Arafat and his colleague Khalil Wazir (later known by the nom de guerre Abu Jihad) founded Al Fatah after leaving Egypt for Kuwait in 1957. Fatah's platform departed from the pan-Arabism of the day and instead called on the Palestinians themselves to led an armed struggle for Palestine. The group began as an unnamed network of underground cells. Members published Our Palestine: The Call to Life, a magazine in which they called for the eradication of Israel. The magazine set forth Fatah's mission and brought in new recruits. Al Fatah formally organized in 1963 and set up a central governing committee.

The name Al Fatah is a reverse acronym for the Arabic phrase “Harakat al-Tahir al Watani al Filastini” (“Movement for the National Liberation of Palestine”). The members reversed the initial letters of the words to form “Fatah,” which means “Victory” in Arabic. Al Fatah gained the support of Syria and emerged from the underground in December 1964, when members blew up a water-pump installation in Israel. In following years, Fatah members continued to infiltrate and attack Israel, entering from Lebanon or Jordan.

After Israel won the Six-Day War in 1967 and occupied the Sinai peninsula, the Golan Heights, the Gaza Strip, and the West Bank, Fatah leaders recruited Palestinians displaced by the war. Al Fatah established guerrilla-training centers in Lebanon and Jordan and increased the raids on Israel, provoking many counterattacks. Throughout the 1960s and 1970s, Al Fatah also offered training to terrorist groups from around the world.

In a 1968 battle in the town of Karameh, Jordan, Al Fatah held off an Israeli counterattack. As accounts of the standoff spread, Al Fatah gained prestige and Arafat garnered international attention. The number of volunteer Fatah fighters swelled. Al Fatah joined the PLO in 1969, and Arafat was elected chairman of the PLO's executive committee. Upon his election, Arafat reportedly declared, “Armed struggle is the only way. We reject all political settlements.”

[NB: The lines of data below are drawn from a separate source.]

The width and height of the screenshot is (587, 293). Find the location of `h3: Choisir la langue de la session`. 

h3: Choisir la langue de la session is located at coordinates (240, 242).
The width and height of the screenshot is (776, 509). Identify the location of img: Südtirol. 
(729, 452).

Jordan's Army clashed with the PLO in the early 1970s and overpowered the group, expelling it from that country. A radical splinter group of Al Fatah, Black September, emerged in 1971; Black September was responsible for the Munich Olympics massacre in 1972, as well as other terror attacks against Israel. Meanwhile, the PLO moved its base to Lebanon, where it became embroiled in Lebanon's prolonged civil war. In 1982, after Israel invaded Lebanon, the group evacuated Beirut under international guarantees of safety.

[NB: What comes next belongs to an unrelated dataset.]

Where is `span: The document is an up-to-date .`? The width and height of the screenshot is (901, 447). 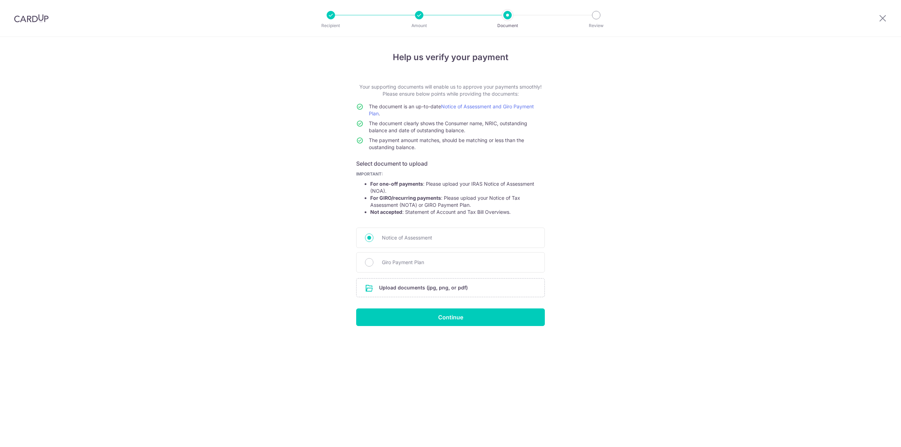
span: The document is an up-to-date . is located at coordinates (451, 110).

Senior Fatah officials broke from Arafat's rule in 1983 and moved to a closer relationship with Syria. With Syrian backing, Al Fatah attacked Arafat and his troops in Tripoli, Lebanon. Arafat managed to keep control of the PLO, however, and moved its headquarters to Tunisia.

In the late 1980s, Al Fatah developed a political wing, forming the moderate majority within the PLO. Al Fatah has been criticized by militant groups such as Hamas and former Fatah member Abu Nidal's breakaway Fatah Revolutionary Council. In 1988, under the leadership of Arafat and Al Fatah, the PLO accepted Israel's right to coexist with Palestine and effectively denounced terrorism.

In 1993, Arafat signed the PLO-Israel Declaration of Principles and brought the Fatah party back to the Gaza Strip after nearly three decades of exile. As peace agreements faltered in recent years, Fatah members have returned to terrorism and international leaders have called on Arafat to discipline his party. During the fall of 2000, a group of young Palestinians said to have grown up together in the Fatah youth movement founded the Al Aqsa Martyrs Brigades. The brigades, named for the al-Aqsa mosque in Jerusalem, have become increasingly violent during 2002 and have carried out many deadly suicide-bombing attacks against Israel.